Investing in Resilience: Ensuring a Disaster-Resistant Future focuses on the steps required to ensure that investment in disaster resilience happens and that it occurs as an integral, systematic part of development. At-risk communities in Asia and the Pacific can apply a wide range of policy, capacity, and investment instruments and mechanisms to ensure that disaster risk is properly assessed, disaster risk is reduced, and residual risk is well managed. Yet, real progress in strengthening resilience has been slow to date and natural hazards continue to cause significant loss of life, damage, and disruption in the region, undermining inclusive, sustainable development. Investing in Resilience offers an approach and ideas for reflection on how to achieve disaster resilience. It does not prescribe specific courses of action but rather establishes a vision of a resilient future. It stresses the interconnectedness and complementarity of possible actions to achieve disaster resilience across a wide range of development policies, plans, legislation, sectors, and themes. The vision shows how resilience can be accomplished through the coordinated action of governments and their development partners in the private sector, civil society, and the international community. The vision encourages “investors” to identify and prioritize bundles of actions that collectively can realize that vision of resilience, breaking away from the current tendency to pursue disparate and fragmented disaster risk management measures that frequently trip and fall at unforeseen hurdles. Investing in Resilience aims to move the disaster risk reduction debate beyond rhetoric and to help channel commitments into investment, incentives, funding, and practical action




Realizing Resilience


Book Description

"ULI Tampa Bay received a grant from the Urban Land Institute’s Urban Resilience Program and the Kresge Foundation to provide technical assistance to the City of St. Petersburg with a particular focus on economic development and social equity strategies. On December 5th and 6th 2016, ULI Tampa Bay, in partnership with the City of St. Petersburg, convened ULI members and collaborators from New Orleans, Miami, Boston and the Tampa Bay region for a ‘Resilient City Workshop’. After reviewing extensive background materials on the region, the team spent two days in collaborative sessions with over 75 stakeholders, including Mayor Rick Kriseman, City Council members, community leaders, and staff from the city, county and region. At the culmination of the workshop, ULI and the City of St. Petersburg held a Public Open House to report on major take-a-ways from these sessions as well as lessons learned from past experiences. Addressing a changing environment in an equitable way is a challenge that all Tampa Bay communities must grapple with.

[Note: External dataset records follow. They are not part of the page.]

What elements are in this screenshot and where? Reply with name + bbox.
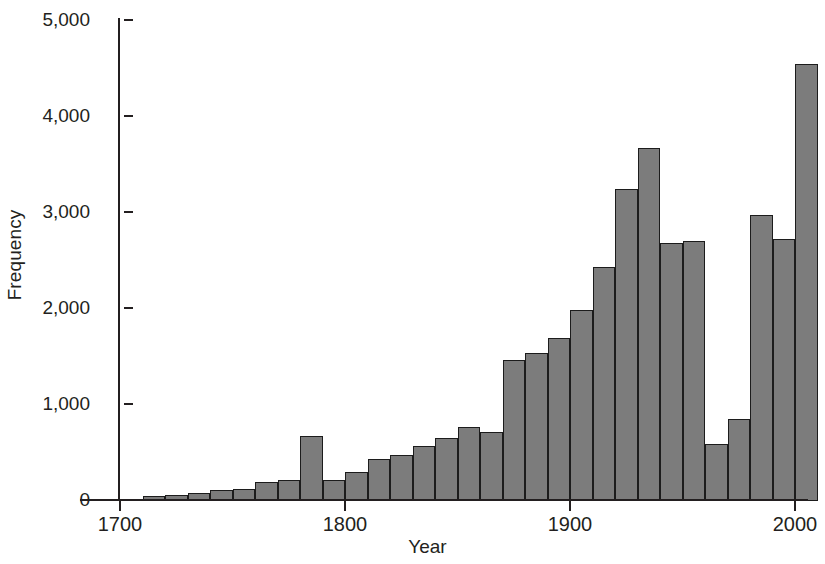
histogram-bar bbox=[413, 446, 436, 501]
histogram-bar bbox=[278, 480, 301, 501]
histogram-bar bbox=[795, 64, 818, 501]
x-axis-tick-mark bbox=[344, 501, 346, 511]
histogram-bar bbox=[615, 189, 638, 501]
histogram-bar bbox=[503, 360, 526, 501]
x-axis-title: Year bbox=[0, 536, 825, 558]
histogram-bar bbox=[728, 419, 751, 501]
histogram-bar bbox=[660, 243, 683, 501]
plot-area bbox=[0, 0, 825, 501]
histogram-bar bbox=[683, 241, 706, 501]
histogram-bar bbox=[705, 444, 728, 501]
x-axis-tick-mark bbox=[119, 501, 121, 511]
histogram-bar bbox=[480, 432, 503, 501]
histogram-bar bbox=[345, 472, 368, 501]
histogram-bar bbox=[300, 436, 323, 501]
histogram-bar bbox=[593, 267, 616, 501]
histogram-bar bbox=[570, 310, 593, 501]
histogram-bar bbox=[368, 459, 391, 501]
x-axis-title-label: Year bbox=[408, 536, 446, 557]
x-axis-tick-label: 1900 bbox=[548, 513, 593, 536]
x-axis-line bbox=[80, 499, 808, 501]
x-axis-tick-mark bbox=[569, 501, 571, 511]
histogram-bar bbox=[435, 438, 458, 501]
x-axis-tick-label: 2000 bbox=[773, 513, 818, 536]
histogram-bar bbox=[323, 480, 346, 501]
histogram-bar bbox=[458, 427, 481, 501]
histogram-bar bbox=[548, 338, 571, 501]
histogram-figure: Frequency 01,0002,0003,0004,0005,000 170… bbox=[0, 0, 825, 564]
x-axis-tick-mark bbox=[794, 501, 796, 511]
histogram-bar bbox=[390, 455, 413, 501]
histogram-bar bbox=[525, 353, 548, 501]
histogram-bar bbox=[638, 148, 661, 501]
histogram-bar bbox=[750, 215, 773, 501]
x-axis-tick-label: 1800 bbox=[323, 513, 368, 536]
histogram-bar bbox=[773, 239, 796, 501]
x-axis-tick-label: 1700 bbox=[98, 513, 143, 536]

This report is intended to be a helpful guide region-wide." --From overview.




Collaborative Resilience


Book Description

Case studies and analyses investigate how collaborative response to crisis can enhance social-ecological resilience and promote community reinvention.




Resilience and exclusion


Book Description

Resilience is a desirable capability of people to deal with shocks without significant loss of livelihood, health, and nutrition. Resilience is impaired by exclusion and other forms of discrimination. Exclusion is part of a larger set of causal factors that determine marginality, which is a root cause of poverty and inequality. It is a global phenomenon, not just one of developing countries, and is fundamentally a human rights issue. Overcoming exclusion is a complex political agenda with legal, cultural, social, economic, technological, and governance dimensions. Social psychology and behavioral issues need to be considered as well. The purpose of this brief is to assess the relationships between exclusion and resilience, and to identify opportunities for overcoming exclusion and thereby strengthening the resilience of the poor. To address these complex issues in a brief note cannot do much more than raise key issues and suggest broad sets of policy actions. A few examples will illustrate symptoms, causes, and points of entry for action.